In the Sakha Republic, located in the north-eastern part of Siberia and home to Yakutsk, one of the world’s coldest cities, temperatures fell below minus 50 degrees, according to the region’s weather stations.
A communal worker cleans snow at the Exhibition of Achievements of National Economy (VDNH) during a heavy snowfall in Moscow, Russia, on 3rd December, 2023. PICTURE: Reuters/Maxim Shemetov
In Oymyakon, an area in Sakha, the temperature was recorded at minus 56 degrees Celsius on Monday evening.
Russian forecasters said it would feel like more than minus 60 degrees Celsius in Oymyakon given the wind and humidity and that temperatures would fall further overnight.
“In the European part of Russia, in the Urals and Siberian territories, the frost is expected to increase in the first week of December,” Russia’s national meteorological service said.
Almost all of Sakha is located in the permafrost zone. In the region’s capital, Yakutsk, which lies some 5,000 km east of Moscow, the temperature was around minus 44 degrees to minus 47 degrees.
Temperatures of minus 50 degrees have become less common in recent years because of climate change, with permafrost showing increasing signs of thawing.
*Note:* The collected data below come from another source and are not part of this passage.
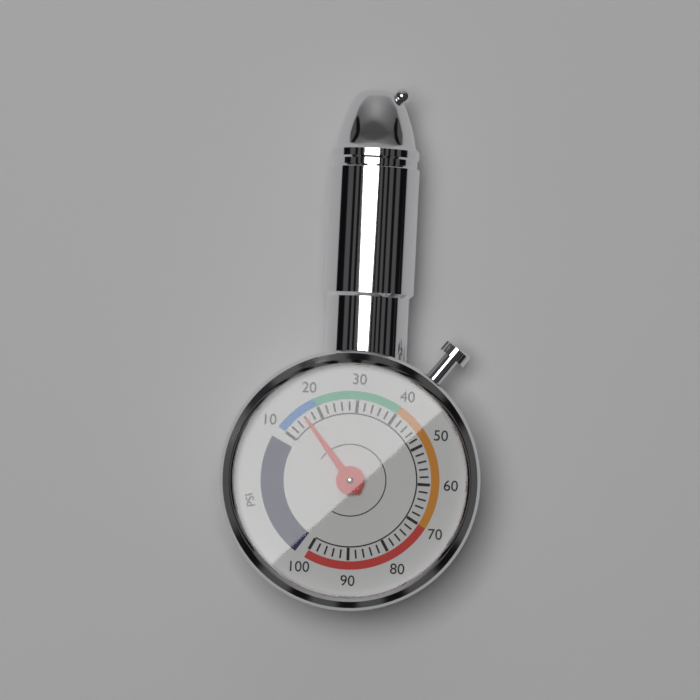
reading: 16 psi
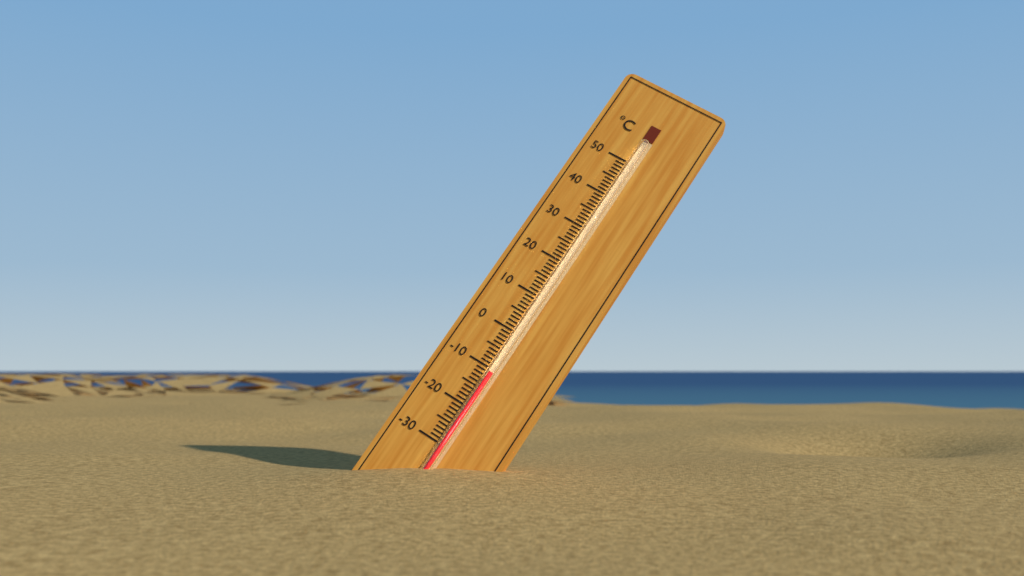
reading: -11 °C
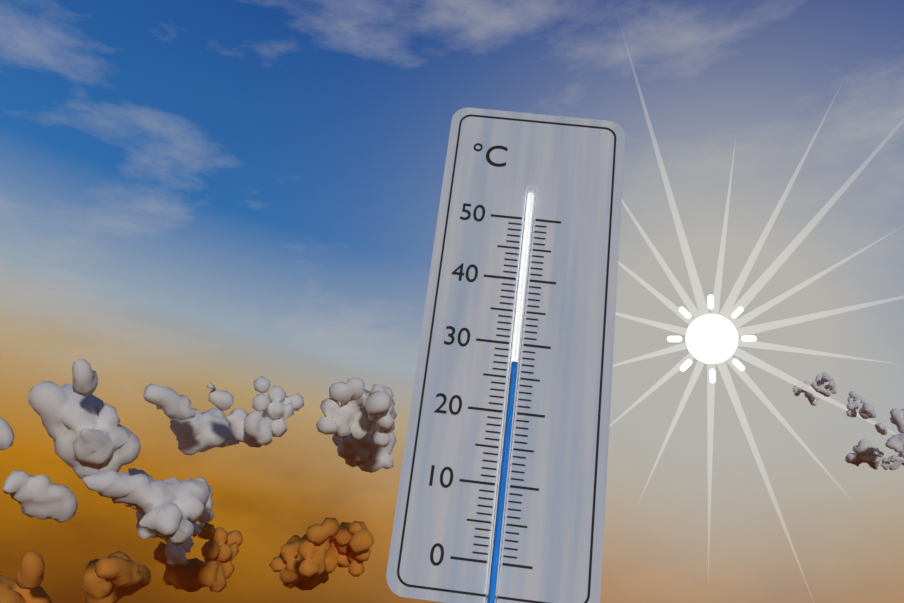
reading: 27 °C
In the Russian capital, some of the biggest snowfalls ever seen on 3rd December left swathes of Moscow blanketed in drifts of more than 35 cm of snow in just one day.
Flights were delayed at some of Moscow’s airports.
Temperatures in Moscow and the region around the capital were forecast to fall to about minus 20 degrees later this week. In the Urals, temperatures are forecast to fall to minus 40 degrees this week.